Working towards Fatigue Resistance

The fittest sled dogs are actually able to repair themselves as the Iditarod race goes on.

“You take dogs out and you run them 100 miles per day today and tomorrow and the next day, and they come back, sleep, eat, do it again without having any outward sign of it mattering,” Veternarian Mike Davis explains. “You would assume they’re achieving homeostasis,” a condition of optimal operation. “You’d never think that they’re at the furthest thing from homeostasis. They’re damaging tissues, depleting energy stores, their oxidative stress is through the roof, and all those things are supposed to make you crater.” Yet the dogs don’t crater. “What they showed us is that there is an ability to adapt to that stress in a matter of days so that it is no longer stressful,” Davis says.

Davis has seen signs that even the gastric-ulcer damage appears to be under repair by the end of a marathon race. Most important, though, the dogs rebuild their glycogen stores. It’s likely that they manage this miracle by literally switching much of the fuel they use from glucose to fat. No cell burnout, no lactic-acid buildup, no long-term depletion of stored glycogen

DARPA funded research into the endurance of sled dogs. Stanford researchers have developed a cooling device, now marketed by a company called Avacore Technologies, that lets athletes and soldiers cool their core body temperature the way dogs do. It’s being used by college football teams at Stanford and Miami and by the San Francisco 49ers. Lance Armstrong has been drinking a sports supplement based on quercetin, a plant-based flavonoid that’s supposed to increase production of mitochondria.

Joe Bielitzki (ran DARPA enhancement program) considers it likely there will be a pill, maybe in about a decade, that will allow people to do what sled dogs do. “That was the intent,” he says. “That is still the hope.”

6 pound Avacore cooling device. If you are training to the point of heat exhaustion then the Avacore device can let train longer and harder. When you stick your hand in it, you touch a metal plate cooled by a water bath. The device also creates low air pressure, which helps bring more warm blood to the palms, which then are cooled by the plate.


Athletic

When heat is a limiting factor in performance, CoreControl will increase the length of time that an individual can work out or compete. During burst/rest cycle exercise (eg. weight lifting, football, sprints, ice hockey, baseball), cooling between sets will reduce fatigue. Two minutes of cooling between sets of activity is sufficient to provide a performance benefit.

Use of CoreControl after a workout or competition can improve recovery. A 5 to 10 minute application of CoreControl can enhance the energy level for the rest of the day and facilitate performance in the next session of activity.

When cramping occurs, the use of CoreControl for 3 to 5 minutes, along with the usual treatments of water and electrolytes, can be extremely effective for stopping cramps

Grahn and his research partner, biologist Craig Heller, started working on the Glove at Stanford in the late 1990s as part of their research on improving physical performance. Even they were astounded at how well it seemed to work.

* Vinh Cao had a pre-cooling glove baseline could do 100 pull-ups every time he worked out.
* He started using the cooling glove and within six weeks, Cao was doing 180 pull-ups a session.
* After a total of 12 weeks (6 weeks after the 180 pull ups), he went from 180 to more than 600.

The Avacore cooling device costs $3000

Other Cooling Devices

Some devices are simply too small to make a difference. If a device is too cold it can actually constrict blood vessels near it—hampering the body’s natural cooling mechanisms

Personal cooling devices include a range of items designed to bring down core body temperature either during exercise or prior to it, which is called pre-cooling. They are typically filled with ice water, or a cooling gel, and must be placed in the freezer before use. They include vests, such as the $189 Arctic Heat sold by Cool Down Fire Up LLC of Westwood, N.J., neck coolers, bonnets and cold strips for anywhere on your body. New to the market is a compact-size strap-on gel pack for your palm called the Bex Runner, which sells for $50 from Cool Palms LLC $16 online. Depending on how hot it is, the devices can stay cool for 30 minutes to an hour or two.

The BEX Runner is a 3oz, durable, reusable cool-gel-pack that form fits to the palm of the hand; it is the most cost-effective reusable body cooling device on the market. One tip on using the BEX Runner for longer workouts – is to run cold water on the fabric after the gel has thawed out.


TASK STATEMENT ::
Reproduce the records below in full and word for word, excluding pictures.

DATA SUPPLIED ::

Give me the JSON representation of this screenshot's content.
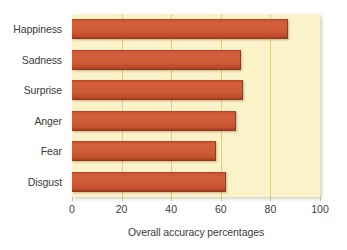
{
  "chart_data": {
    "type": "bar",
    "orientation": "horizontal",
    "title": "",
    "subtitle": "",
    "xlabel": "Overall accuracy percentages",
    "ylabel": "",
    "categories": [
      "Happiness",
      "Sadness",
      "Surprise",
      "Anger",
      "Fear",
      "Disgust"
    ],
    "values": [
      87,
      68,
      69,
      66,
      58,
      62
    ],
    "series": [
      {
        "name": "Overall accuracy percentages",
        "values": [
          87,
          68,
          69,
          66,
          58,
          62
        ]
      }
    ],
    "xlim": [
      0,
      100
    ],
    "xticks": [
      0,
      20,
      40,
      60,
      80,
      100
    ],
    "xtick_labels": [
      "0",
      "20",
      "40",
      "60",
      "80",
      "100"
    ],
    "grid": "vertical",
    "legend": "none",
    "annotations": [],
    "colors": {
      "bar": "#cf5a38",
      "bar_border": "#93391c",
      "plot_background": "#faf2c9",
      "gridline": "#e3c268",
      "page_background": "#ffffff",
      "text": "#3b3b3b"
    }
  }
}
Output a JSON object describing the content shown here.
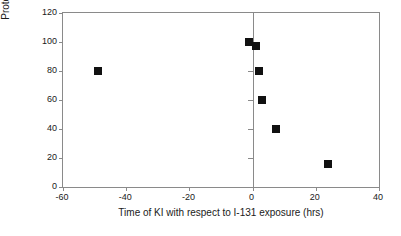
{
  "chart_data": {
    "type": "scatter",
    "title": "",
    "xlabel": "Time of KI with respect to I-131 exposure (hrs)",
    "ylabel": "Protection afforded (% control)",
    "xlim": [
      -60,
      40
    ],
    "ylim": [
      0,
      120
    ],
    "xticks": [
      -60,
      -40,
      -20,
      0,
      20,
      40
    ],
    "xtick_labels": [
      "-60",
      "-40",
      "-20",
      "0",
      "20",
      "40"
    ],
    "yticks": [
      0,
      20,
      40,
      60,
      80,
      100,
      120
    ],
    "ytick_labels": [
      "0",
      "20",
      "40",
      "60",
      "80",
      "100",
      "120"
    ],
    "grid": false,
    "legend": false,
    "marker_style": "filled-square",
    "marker_color": "#111111",
    "frame_color": "#8a8a8a",
    "reference_lines": [
      {
        "axis": "x",
        "value": 0,
        "color": "#8a8a8a"
      }
    ],
    "series": [
      {
        "name": "Protection afforded",
        "points": [
          {
            "x": -49,
            "y": 80
          },
          {
            "x": -1,
            "y": 100
          },
          {
            "x": 1,
            "y": 97
          },
          {
            "x": 2,
            "y": 80
          },
          {
            "x": 3,
            "y": 60
          },
          {
            "x": 7.5,
            "y": 40
          },
          {
            "x": 24,
            "y": 16
          }
        ]
      }
    ]
  }
}
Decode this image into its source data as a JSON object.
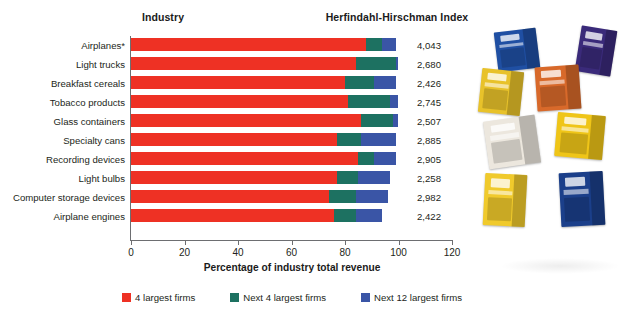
{
  "headers": {
    "industry": "Industry",
    "hhi": "Herfindahl-Hirschman Index"
  },
  "axis": {
    "x_title": "Percentage of industry total revenue",
    "ticks": [
      "0",
      "20",
      "40",
      "60",
      "80",
      "100",
      "120"
    ]
  },
  "legend": [
    {
      "label": "4 largest firms",
      "color": "#ee3124",
      "swatch": "sw-a"
    },
    {
      "label": "Next 4 largest firms",
      "color": "#1d7161",
      "swatch": "sw-b"
    },
    {
      "label": "Next 12 largest firms",
      "color": "#3a55a6",
      "swatch": "sw-c"
    }
  ],
  "photo": {
    "alt_name": "breakfast-cereal-boxes-photograph",
    "boxes": [
      {
        "name": "rice-krispies-blue-box",
        "color": "#1f4fa3",
        "left": 22,
        "top": 8,
        "w": 42,
        "h": 40,
        "rot": -7
      },
      {
        "name": "frosties-purple-box",
        "color": "#3a2a7a",
        "left": 104,
        "top": 6,
        "w": 36,
        "h": 46,
        "rot": 9
      },
      {
        "name": "coco-pops-yellow-box",
        "color": "#e8c22a",
        "left": 6,
        "top": 48,
        "w": 42,
        "h": 44,
        "rot": 6
      },
      {
        "name": "rice-krispies-orange-box",
        "color": "#d8692a",
        "left": 62,
        "top": 44,
        "w": 44,
        "h": 44,
        "rot": -4
      },
      {
        "name": "corn-flakes-white-box",
        "color": "#ece7de",
        "left": 12,
        "top": 96,
        "w": 52,
        "h": 48,
        "rot": -8
      },
      {
        "name": "crunchy-nut-yellow-box",
        "color": "#efc518",
        "left": 82,
        "top": 92,
        "w": 48,
        "h": 44,
        "rot": 5
      },
      {
        "name": "coco-pops-yellow-box-2",
        "color": "#f0ca2c",
        "left": 10,
        "top": 152,
        "w": 42,
        "h": 52,
        "rot": 3
      },
      {
        "name": "special-k-blue-box",
        "color": "#1b3f8a",
        "left": 86,
        "top": 150,
        "w": 44,
        "h": 54,
        "rot": -3
      }
    ]
  },
  "chart_data": {
    "type": "bar",
    "orientation": "horizontal",
    "stacked": true,
    "title": "",
    "xlabel": "Percentage of industry total revenue",
    "ylabel": "Industry",
    "xlim": [
      0,
      120
    ],
    "xticks": [
      0,
      20,
      40,
      60,
      80,
      100,
      120
    ],
    "grid": false,
    "legend_position": "bottom",
    "categories": [
      "Airplanes*",
      "Light trucks",
      "Breakfast cereals",
      "Tobacco products",
      "Glass containers",
      "Specialty cans",
      "Recording devices",
      "Light bulbs",
      "Computer storage devices",
      "Airplane engines"
    ],
    "series": [
      {
        "name": "4 largest firms",
        "color": "#ee3124",
        "values": [
          88,
          84,
          80,
          81,
          86,
          77,
          85,
          77,
          74,
          76
        ]
      },
      {
        "name": "Next 4 largest firms",
        "color": "#1d7161",
        "values": [
          6,
          15,
          11,
          16,
          12,
          9,
          6,
          8,
          10,
          8
        ]
      },
      {
        "name": "Next 12 largest firms",
        "color": "#3a55a6",
        "values": [
          5,
          1,
          8,
          3,
          2,
          13,
          8,
          12,
          12,
          10
        ]
      }
    ],
    "hhi_label": "Herfindahl-Hirschman Index",
    "hhi_values": [
      "4,043",
      "2,680",
      "2,426",
      "2,745",
      "2,507",
      "2,885",
      "2,905",
      "2,258",
      "2,982",
      "2,422"
    ],
    "footnote_marker": "*"
  }
}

EXERCISE OUTPUT ::
Give me the JSON representation of this screenshot's content.
{
  "chart_data": {
    "type": "bar",
    "orientation": "horizontal",
    "title": "",
    "subtitle": "",
    "xlabel": "Overall accuracy percentages",
    "ylabel": "",
    "categories": [
      "Happiness",
      "Sadness",
      "Surprise",
      "Anger",
      "Fear",
      "Disgust"
    ],
    "values": [
      87,
      68,
      69,
      66,
      58,
      62
    ],
    "series": [
      {
        "name": "Overall accuracy percentages",
        "values": [
          87,
          68,
          69,
          66,
          58,
          62
        ]
      }
    ],
    "xlim": [
      0,
      100
    ],
    "xticks": [
      0,
      20,
      40,
      60,
      80,
      100
    ],
    "xtick_labels": [
      "0",
      "20",
      "40",
      "60",
      "80",
      "100"
    ],
    "grid": "vertical",
    "legend": "none",
    "annotations": [],
    "colors": {
      "bar": "#cf5a38",
      "bar_border": "#93391c",
      "plot_background": "#faf2c9",
      "gridline": "#e3c268",
      "page_background": "#ffffff",
      "text": "#3b3b3b"
    }
  }
}
Output a JSON object describing the content shown here.
{
  "chart_data": {
    "type": "scatter",
    "title": "",
    "xlabel": "Time of KI with respect to I-131 exposure (hrs)",
    "ylabel": "Protection afforded (% control)",
    "xlim": [
      -60,
      40
    ],
    "ylim": [
      0,
      120
    ],
    "xticks": [
      -60,
      -40,
      -20,
      0,
      20,
      40
    ],
    "xtick_labels": [
      "-60",
      "-40",
      "-20",
      "0",
      "20",
      "40"
    ],
    "yticks": [
      0,
      20,
      40,
      60,
      80,
      100,
      120
    ],
    "ytick_labels": [
      "0",
      "20",
      "40",
      "60",
      "80",
      "100",
      "120"
    ],
    "grid": false,
    "legend": false,
    "marker_style": "filled-square",
    "marker_color": "#111111",
    "frame_color": "#8a8a8a",
    "reference_lines": [
      {
        "axis": "x",
        "value": 0,
        "color": "#8a8a8a"
      }
    ],
    "series": [
      {
        "name": "Protection afforded",
        "points": [
          {
            "x": -49,
            "y": 80
          },
          {
            "x": -1,
            "y": 100
          },
          {
            "x": 1,
            "y": 97
          },
          {
            "x": 2,
            "y": 80
          },
          {
            "x": 3,
            "y": 60
          },
          {
            "x": 7.5,
            "y": 40
          },
          {
            "x": 24,
            "y": 16
          }
        ]
      }
    ]
  }
}
Decode this image into its source data as a JSON object.
{
  "headers": {
    "industry": "Industry",
    "hhi": "Herfindahl-Hirschman Index"
  },
  "axis": {
    "x_title": "Percentage of industry total revenue",
    "ticks": [
      "0",
      "20",
      "40",
      "60",
      "80",
      "100",
      "120"
    ]
  },
  "legend": [
    {
      "label": "4 largest firms",
      "color": "#ee3124",
      "swatch": "sw-a"
    },
    {
      "label": "Next 4 largest firms",
      "color": "#1d7161",
      "swatch": "sw-b"
    },
    {
      "label": "Next 12 largest firms",
      "color": "#3a55a6",
      "swatch": "sw-c"
    }
  ],
  "photo": {
    "alt_name": "breakfast-cereal-boxes-photograph",
    "boxes": [
      {
        "name": "rice-krispies-blue-box",
        "color": "#1f4fa3",
        "left": 22,
        "top": 8,
        "w": 42,
        "h": 40,
        "rot": -7
      },
      {
        "name": "frosties-purple-box",
        "color": "#3a2a7a",
        "left": 104,
        "top": 6,
        "w": 36,
        "h": 46,
        "rot": 9
      },
      {
        "name": "coco-pops-yellow-box",
        "color": "#e8c22a",
        "left": 6,
        "top": 48,
        "w": 42,
        "h": 44,
        "rot": 6
      },
      {
        "name": "rice-krispies-orange-box",
        "color": "#d8692a",
        "left": 62,
        "top": 44,
        "w": 44,
        "h": 44,
        "rot": -4
      },
      {
        "name": "corn-flakes-white-box",
        "color": "#ece7de",
        "left": 12,
        "top": 96,
        "w": 52,
        "h": 48,
        "rot": -8
      },
      {
        "name": "crunchy-nut-yellow-box",
        "color": "#efc518",
        "left": 82,
        "top": 92,
        "w": 48,
        "h": 44,
        "rot": 5
      },
      {
        "name": "coco-pops-yellow-box-2",
        "color": "#f0ca2c",
        "left": 10,
        "top": 152,
        "w": 42,
        "h": 52,
        "rot": 3
      },
      {
        "name": "special-k-blue-box",
        "color": "#1b3f8a",
        "left": 86,
        "top": 150,
        "w": 44,
        "h": 54,
        "rot": -3
      }
    ]
  },
  "chart_data": {
    "type": "bar",
    "orientation": "horizontal",
    "stacked": true,
    "title": "",
    "xlabel": "Percentage of industry total revenue",
    "ylabel": "Industry",
    "xlim": [
      0,
      120
    ],
    "xticks": [
      0,
      20,
      40,
      60,
      80,
      100,
      120
    ],
    "grid": false,
    "legend_position": "bottom",
    "categories": [
      "Airplanes*",
      "Light trucks",
      "Breakfast cereals",
      "Tobacco products",
      "Glass containers",
      "Specialty cans",
      "Recording devices",
      "Light bulbs",
      "Computer storage devices",
      "Airplane engines"
    ],
    "series": [
      {
        "name": "4 largest firms",
        "color": "#ee3124",
        "values": [
          88,
          84,
          80,
          81,
          86,
          77,
          85,
          77,
          74,
          76
        ]
      },
      {
        "name": "Next 4 largest firms",
        "color": "#1d7161",
        "values": [
          6,
          15,
          11,
          16,
          12,
          9,
          6,
          8,
          10,
          8
        ]
      },
      {
        "name": "Next 12 largest firms",
        "color": "#3a55a6",
        "values": [
          5,
          1,
          8,
          3,
          2,
          13,
          8,
          12,
          12,
          10
        ]
      }
    ],
    "hhi_label": "Herfindahl-Hirschman Index",
    "hhi_values": [
      "4,043",
      "2,680",
      "2,426",
      "2,745",
      "2,507",
      "2,885",
      "2,905",
      "2,258",
      "2,982",
      "2,422"
    ],
    "footnote_marker": "*"
  }
}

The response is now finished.